An abstract legal theory, so outrageous in its implications that most Floridians hardly regard it as a serious, gets a full hearing in the U.S. Supreme Court Wednesday. We’re that close, if this decision comes down to a usual 5-4 split, to tossing beach restoration projects into chaos.

The legal question at the heart of Stop the Beach Renourishment vs. the State of Florida sounds more like the stuff of law professors and think-tank theoreticians than, say, someone like Steve Higgins.

But Higgins, Broward County’s beach-erosion administrator, has regarded the arcane legal arguments that propelled this case out of the Florida Panhandle with the attention he usually devotes to geological engineering or the nesting habits of sea turtles.

And Higgins, in a perpetual struggle to find the money, permits and sand to keep Broward’s 24 miles of beach from disappearing, watches with considerable trepidation. The wrong decision “could really hamstring us.”

WIDE GAP

The gap between an obtuse property-rights theory and its profound implications seems wider than Miami Beach. The case stems from a complaint by a half-dozen beachfront condo owners that when Walton County restored and widened the beach in front of their units in 2004, their property rights should have been extended to the high-water mark. They complained that because their property line no longer ran to the water’s edge, the state had unlawfully robbed them of their property rights.

And they objected that the public could now slouch along the extended beach. “They just want to kick the public off their beach. Even if it’s a small, eroding beach,” Higgins said.

Most Floridians would think that adding new sand to eroding waterfront property considerably enhances property values. Particularly in hurricane alley.

The practical realities along Florida’s 825 miles of beaches, however, elude property-rights advocates. Organizations like the Cato Institution and the Pacific Legal Foundation filed friend-of-the-court briefs, seizing on the Florida case as the vehicle to settle obscure, long festering national arguments over property rights. The theoreticians argue that a state judicial decision (in this case the Florida Supreme Court, which rejected the condo owners’ claim in 2006) violates the U.S. constitutional prohibitions against taking.

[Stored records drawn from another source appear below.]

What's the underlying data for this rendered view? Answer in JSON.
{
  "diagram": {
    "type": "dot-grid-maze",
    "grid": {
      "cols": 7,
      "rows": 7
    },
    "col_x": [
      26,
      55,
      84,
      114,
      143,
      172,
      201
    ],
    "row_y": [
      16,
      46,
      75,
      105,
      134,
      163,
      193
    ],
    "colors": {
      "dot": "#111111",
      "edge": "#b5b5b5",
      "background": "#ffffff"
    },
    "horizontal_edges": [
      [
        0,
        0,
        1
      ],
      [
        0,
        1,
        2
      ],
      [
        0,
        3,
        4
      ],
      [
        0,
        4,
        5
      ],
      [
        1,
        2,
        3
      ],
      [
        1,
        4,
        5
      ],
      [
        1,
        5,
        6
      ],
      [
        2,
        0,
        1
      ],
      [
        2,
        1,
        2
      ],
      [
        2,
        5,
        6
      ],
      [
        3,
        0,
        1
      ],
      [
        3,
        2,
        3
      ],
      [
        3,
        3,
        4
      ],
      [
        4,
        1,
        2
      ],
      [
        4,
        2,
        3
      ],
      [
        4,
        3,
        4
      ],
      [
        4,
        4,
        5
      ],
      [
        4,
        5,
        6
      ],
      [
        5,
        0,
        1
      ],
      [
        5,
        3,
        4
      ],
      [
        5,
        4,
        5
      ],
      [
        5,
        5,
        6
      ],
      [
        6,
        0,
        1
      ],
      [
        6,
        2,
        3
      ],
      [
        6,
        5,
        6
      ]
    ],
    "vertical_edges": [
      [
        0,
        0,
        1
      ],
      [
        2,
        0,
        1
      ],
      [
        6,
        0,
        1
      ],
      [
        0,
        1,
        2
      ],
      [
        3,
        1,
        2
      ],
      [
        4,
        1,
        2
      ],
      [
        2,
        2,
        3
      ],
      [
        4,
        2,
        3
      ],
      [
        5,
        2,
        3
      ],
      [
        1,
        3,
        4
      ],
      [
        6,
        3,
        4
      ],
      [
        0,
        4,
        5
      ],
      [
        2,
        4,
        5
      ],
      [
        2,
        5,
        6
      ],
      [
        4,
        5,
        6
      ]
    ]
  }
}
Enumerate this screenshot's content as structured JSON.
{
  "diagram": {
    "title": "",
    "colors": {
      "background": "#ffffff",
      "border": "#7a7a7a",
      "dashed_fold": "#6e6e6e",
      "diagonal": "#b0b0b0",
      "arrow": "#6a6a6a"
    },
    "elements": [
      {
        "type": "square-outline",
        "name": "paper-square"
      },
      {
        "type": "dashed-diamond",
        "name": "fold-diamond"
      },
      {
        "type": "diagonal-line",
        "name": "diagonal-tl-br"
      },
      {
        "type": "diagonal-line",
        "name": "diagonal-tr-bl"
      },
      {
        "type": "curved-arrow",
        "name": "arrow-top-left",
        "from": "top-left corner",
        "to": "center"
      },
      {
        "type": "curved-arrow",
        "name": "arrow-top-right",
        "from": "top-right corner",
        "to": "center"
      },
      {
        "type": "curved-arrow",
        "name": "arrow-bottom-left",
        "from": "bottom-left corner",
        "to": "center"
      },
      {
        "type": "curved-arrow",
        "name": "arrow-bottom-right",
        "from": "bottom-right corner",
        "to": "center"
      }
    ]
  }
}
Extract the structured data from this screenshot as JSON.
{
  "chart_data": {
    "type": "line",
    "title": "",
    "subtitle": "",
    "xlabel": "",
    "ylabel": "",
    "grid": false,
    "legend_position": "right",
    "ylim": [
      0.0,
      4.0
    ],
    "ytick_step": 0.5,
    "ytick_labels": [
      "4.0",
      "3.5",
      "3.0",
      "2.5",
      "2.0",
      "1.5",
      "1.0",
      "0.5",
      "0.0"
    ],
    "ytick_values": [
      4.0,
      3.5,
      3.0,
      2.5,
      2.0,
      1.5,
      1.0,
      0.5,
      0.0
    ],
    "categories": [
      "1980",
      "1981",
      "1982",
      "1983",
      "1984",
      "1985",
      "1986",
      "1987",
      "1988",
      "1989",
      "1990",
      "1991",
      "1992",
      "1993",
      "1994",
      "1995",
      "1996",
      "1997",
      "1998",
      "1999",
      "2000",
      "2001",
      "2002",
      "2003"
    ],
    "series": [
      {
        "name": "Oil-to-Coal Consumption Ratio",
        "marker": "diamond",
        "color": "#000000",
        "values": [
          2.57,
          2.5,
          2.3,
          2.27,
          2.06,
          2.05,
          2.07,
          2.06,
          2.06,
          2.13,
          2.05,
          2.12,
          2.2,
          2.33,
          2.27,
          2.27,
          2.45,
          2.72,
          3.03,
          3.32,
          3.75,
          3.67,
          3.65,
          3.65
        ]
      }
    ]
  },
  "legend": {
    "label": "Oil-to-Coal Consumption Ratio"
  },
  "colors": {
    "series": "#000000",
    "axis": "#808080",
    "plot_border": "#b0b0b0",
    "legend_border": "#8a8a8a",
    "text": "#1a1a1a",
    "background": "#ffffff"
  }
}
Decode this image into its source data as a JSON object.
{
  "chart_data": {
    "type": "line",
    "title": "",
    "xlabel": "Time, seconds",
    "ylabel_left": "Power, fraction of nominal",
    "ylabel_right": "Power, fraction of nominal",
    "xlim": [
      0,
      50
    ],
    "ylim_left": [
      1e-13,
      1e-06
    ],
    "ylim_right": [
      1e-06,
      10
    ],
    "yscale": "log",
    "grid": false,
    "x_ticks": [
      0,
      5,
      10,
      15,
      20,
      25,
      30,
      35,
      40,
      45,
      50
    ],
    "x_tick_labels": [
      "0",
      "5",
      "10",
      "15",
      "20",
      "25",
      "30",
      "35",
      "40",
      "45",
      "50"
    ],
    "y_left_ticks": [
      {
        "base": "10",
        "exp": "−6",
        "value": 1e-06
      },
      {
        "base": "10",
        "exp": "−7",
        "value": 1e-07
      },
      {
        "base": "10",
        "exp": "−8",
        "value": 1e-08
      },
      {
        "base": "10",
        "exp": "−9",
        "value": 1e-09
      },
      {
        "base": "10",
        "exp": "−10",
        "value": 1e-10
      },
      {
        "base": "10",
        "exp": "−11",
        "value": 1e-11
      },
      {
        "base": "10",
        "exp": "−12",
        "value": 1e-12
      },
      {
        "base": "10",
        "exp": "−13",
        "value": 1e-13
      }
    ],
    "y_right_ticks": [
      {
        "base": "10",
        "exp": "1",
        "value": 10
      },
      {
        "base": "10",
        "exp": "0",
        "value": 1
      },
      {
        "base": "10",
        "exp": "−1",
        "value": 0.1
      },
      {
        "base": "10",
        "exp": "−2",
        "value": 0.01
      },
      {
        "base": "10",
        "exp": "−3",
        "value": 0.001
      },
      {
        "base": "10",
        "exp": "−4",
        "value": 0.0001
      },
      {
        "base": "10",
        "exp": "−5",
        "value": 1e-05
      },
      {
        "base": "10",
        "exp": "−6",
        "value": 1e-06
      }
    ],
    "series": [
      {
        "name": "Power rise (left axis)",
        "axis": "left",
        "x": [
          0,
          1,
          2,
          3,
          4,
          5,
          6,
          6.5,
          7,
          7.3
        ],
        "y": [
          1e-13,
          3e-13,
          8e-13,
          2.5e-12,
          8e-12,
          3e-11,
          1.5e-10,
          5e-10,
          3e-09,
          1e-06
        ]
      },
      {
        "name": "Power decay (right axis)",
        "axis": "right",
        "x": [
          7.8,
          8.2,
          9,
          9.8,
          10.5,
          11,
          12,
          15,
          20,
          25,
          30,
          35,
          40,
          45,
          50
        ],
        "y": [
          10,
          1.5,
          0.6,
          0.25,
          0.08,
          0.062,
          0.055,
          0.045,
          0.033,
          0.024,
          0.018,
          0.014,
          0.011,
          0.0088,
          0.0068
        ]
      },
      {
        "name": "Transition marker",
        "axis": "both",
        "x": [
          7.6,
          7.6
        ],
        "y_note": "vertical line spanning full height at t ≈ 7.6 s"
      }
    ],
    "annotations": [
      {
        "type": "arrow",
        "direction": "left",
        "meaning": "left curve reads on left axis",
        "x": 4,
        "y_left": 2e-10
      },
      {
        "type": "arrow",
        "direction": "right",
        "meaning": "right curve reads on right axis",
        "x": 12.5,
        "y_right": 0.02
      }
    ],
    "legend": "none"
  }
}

Maybe, in theory, property-rights champions have it right. In reality, beach erosion administrators like Higgins already struggle to find funding. Inland taxpayers are reluctant enough to pay for our beach restoration. Imagine asking them to compensate waterfront property owners .

A WARNING

The Florida League of Cities and the Florida Association of Counties filed a brief warning that “the beach nourishment program in Florida effectively will be eliminated if this Court decides that the state must pay takings damages to every private property owner along a beach that the state, the federal government or a local government attempts to restore.”

Such worries might not carry much legal weight Wednesday in the sterile chambers of the U.S. Supreme Court, as the lawyers deconstruct the Fifth and 14th Amendments. But the wrong decision could wash over Florida’s economy like a tidal wave.